Hi everyone.
I've two nom parsers for redis RESP SET
command input
fn expiry_to_timestamp(expiry: &ExpiryOption) -> anyhow::Result<u64> {
// u64 always since u32 secs fits into u64
// get the current system time
let now = SystemTime::now();
// how many seconds have elapsed since beginning of time
let duration_since_epoch = now
.duration_since(UNIX_EPOCH)
.context("This should always succeed")?;
// we don't want to lose precision between seconds & milliseconds
match expiry {
ExpiryOption::Seconds(seconds) => Ok(*seconds as u64 + duration_since_epoch.as_secs()),
ExpiryOption::Milliseconds(milliseconds) => {
Ok(milliseconds + duration_since_epoch.as_millis() as u64) // nominally millis are u128
}
}
}
map_res(
tuple((tag_no_case("$2\r\nEX\r\n"), parse_resp_string)),
|(_, seconds_str)| {
seconds_str
.parse::<u32>()
.map_err(|_e: ParseIntError| {
nom::error::Error::new(
seconds_str.clone(),
nom::error::ErrorKind::Digit,
)
})
.and_then(|seconds| {
expiry_to_timestamp(&ExpiryOption::Seconds(seconds))
.map_err(|_| {
nom::error::Error::new(
seconds_str.clone(),
nom::error::ErrorKind::Verify,
)
})
.map(|timestamp| SetCommandExpireOption::EX(timestamp as u32))
})
},
),
and the problem is, even if I give it SET foo bar ex blah
, i.e. telling it to expire foo in blah
seconds, it still returns "OK".
Now, if I remove all those map_err
and just do an expect
then it correctly fails but it also panics, severing my client connection.

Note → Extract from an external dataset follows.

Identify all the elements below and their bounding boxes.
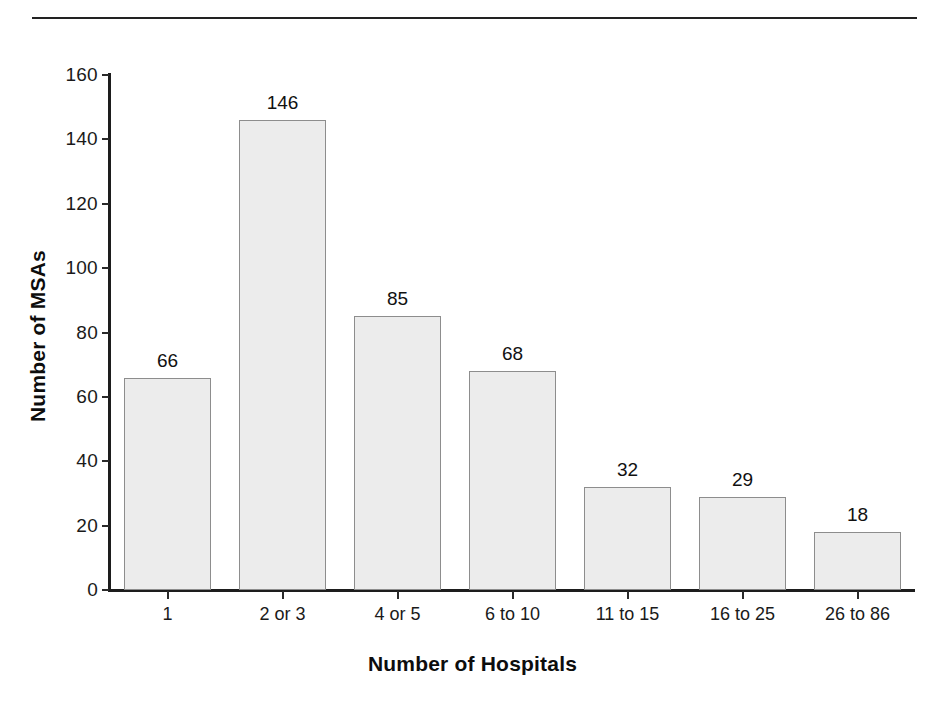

There are some suggestions from random google searches, that perhaps the issue here is that map_res
is not failing the parser when the inner Result
is an Err
. Instead, it's creating a nom error but not propagating it correctly. Prob because map_res
expects the error to be returned as part of the IResult
type, not as a nom::error::Error
But now I'm getting throughly lost on all this: how do I make it fail as it is supposed to?